# Exercise
Starting at the line that contains "on table2-cell: 5002.", transcribe each line through the end of the material below, exactly and nothing else, leaving out the pictures.

# Source data

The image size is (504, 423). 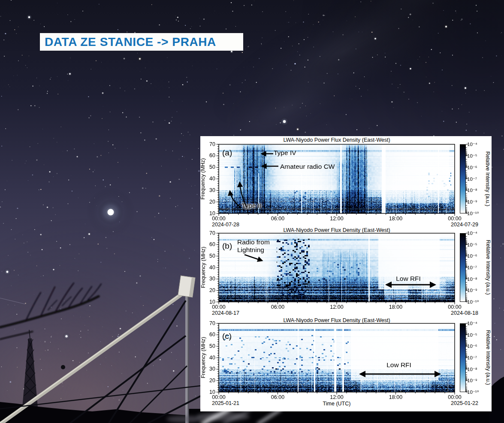 I want to click on station-banner: DATA ZE STANICE -> PRAHA, so click(x=142, y=42).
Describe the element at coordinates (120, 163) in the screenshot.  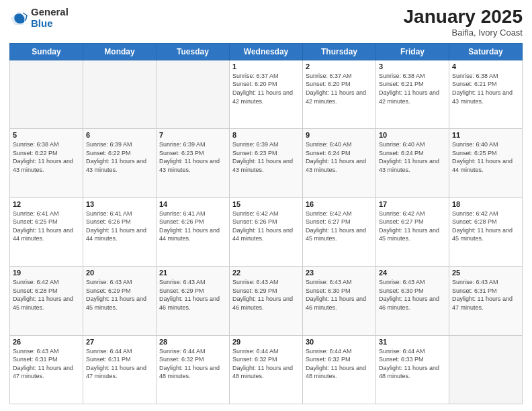
I see `calendar-cell: 6 Sunrise: 6:39 AMSunset: 6:22 PMDayligh…` at that location.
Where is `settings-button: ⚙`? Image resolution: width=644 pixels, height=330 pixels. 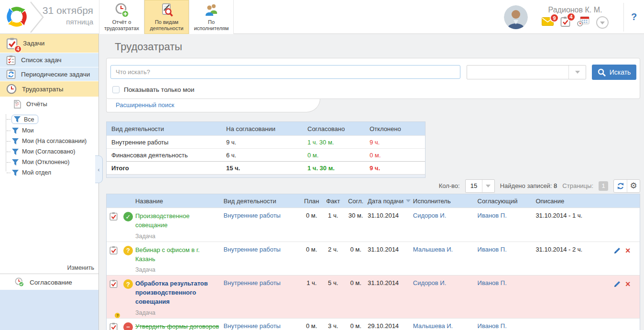
settings-button: ⚙ is located at coordinates (633, 186).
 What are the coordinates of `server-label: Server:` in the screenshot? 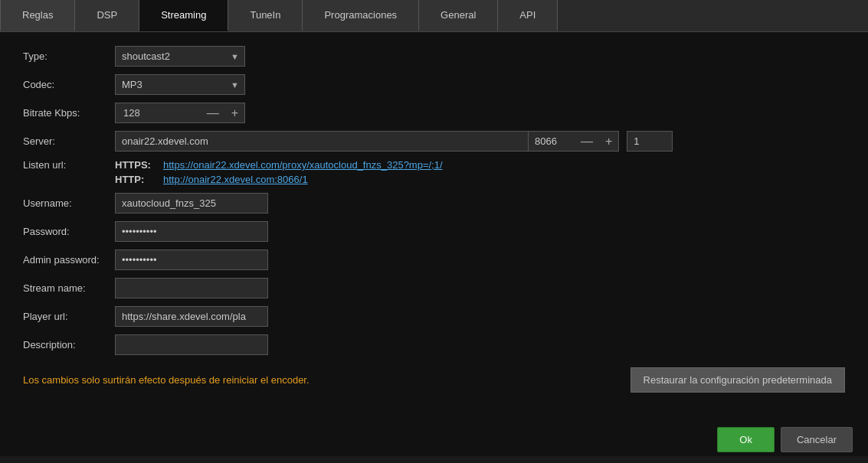 It's located at (69, 141).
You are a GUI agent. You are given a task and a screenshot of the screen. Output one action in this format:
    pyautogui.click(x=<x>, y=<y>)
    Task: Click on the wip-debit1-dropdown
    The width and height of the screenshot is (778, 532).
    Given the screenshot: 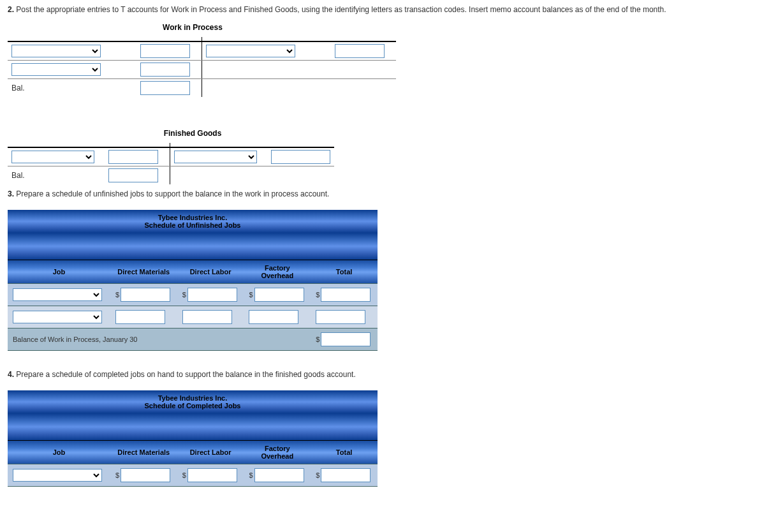 What is the action you would take?
    pyautogui.click(x=56, y=51)
    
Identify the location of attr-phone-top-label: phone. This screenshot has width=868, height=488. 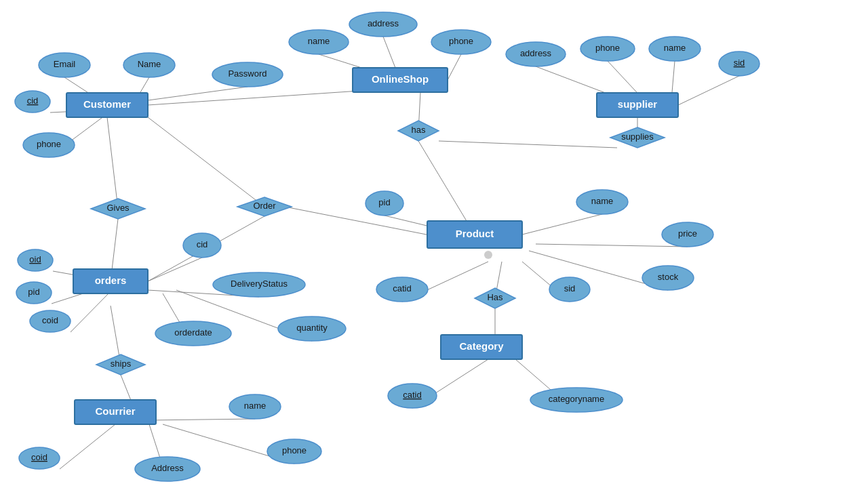
(461, 41).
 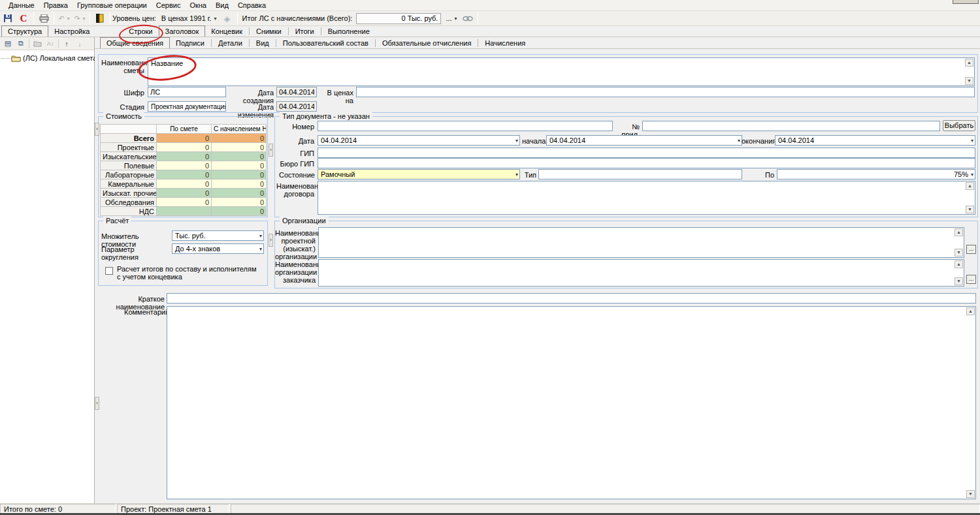 I want to click on price-level-combo: В ценах 1991 г. ▾, so click(x=189, y=18).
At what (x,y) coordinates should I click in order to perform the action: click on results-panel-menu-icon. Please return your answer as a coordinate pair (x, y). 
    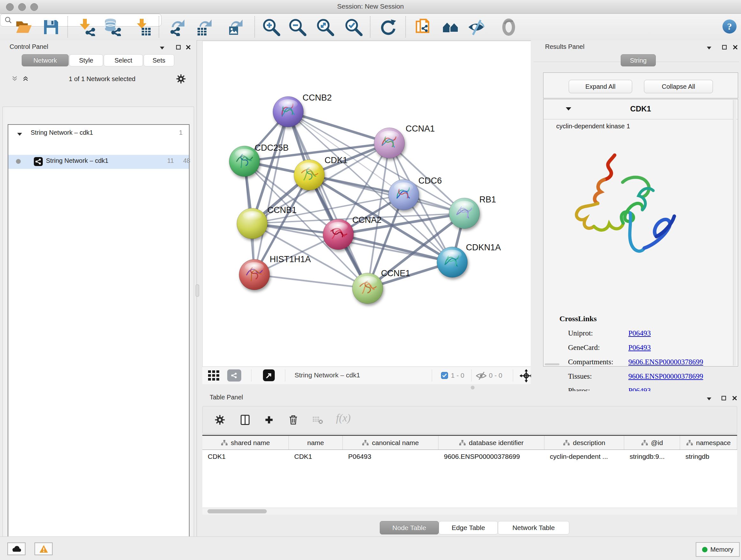
    Looking at the image, I should click on (709, 48).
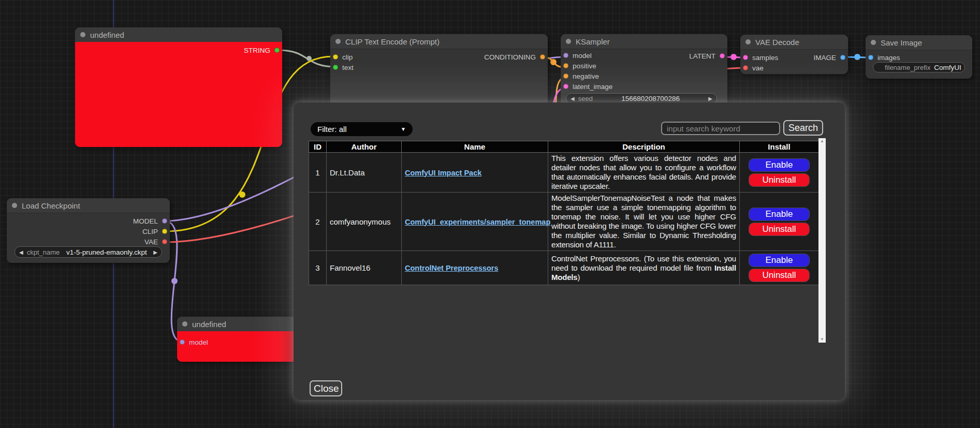  Describe the element at coordinates (364, 173) in the screenshot. I see `extension-author-cell: Dr.Lt.Data` at that location.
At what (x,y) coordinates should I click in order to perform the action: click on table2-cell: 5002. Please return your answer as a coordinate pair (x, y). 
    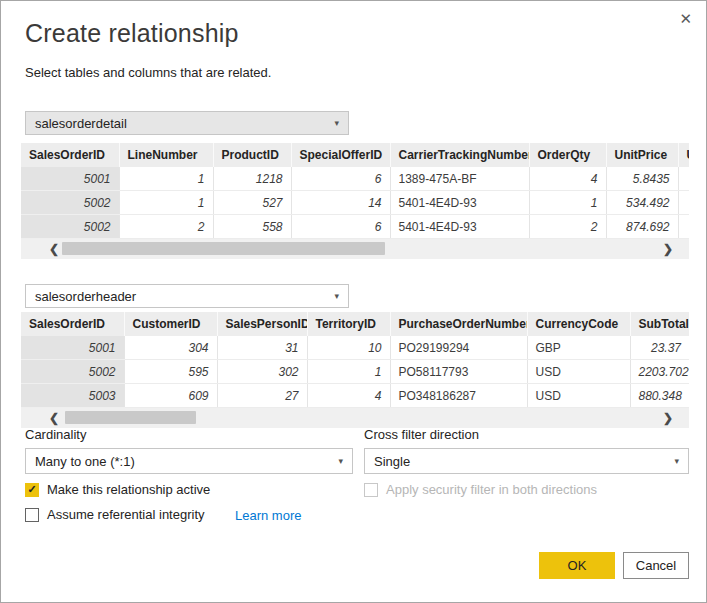
    Looking at the image, I should click on (72, 372).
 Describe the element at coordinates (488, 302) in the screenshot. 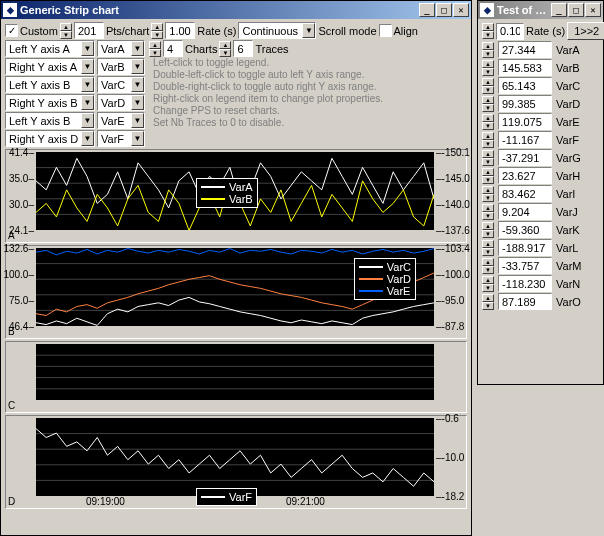

I see `var-spinner-14: ▲▼` at that location.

# Solution to this problem
At what (x,y) coordinates should I click in order to perform the action: click on table2-cell: 5002. Please return your answer as a coordinate pair (x, y). 
    Looking at the image, I should click on (72, 372).
 Describe the element at coordinates (488, 302) in the screenshot. 

I see `var-spinner-14: ▲▼` at that location.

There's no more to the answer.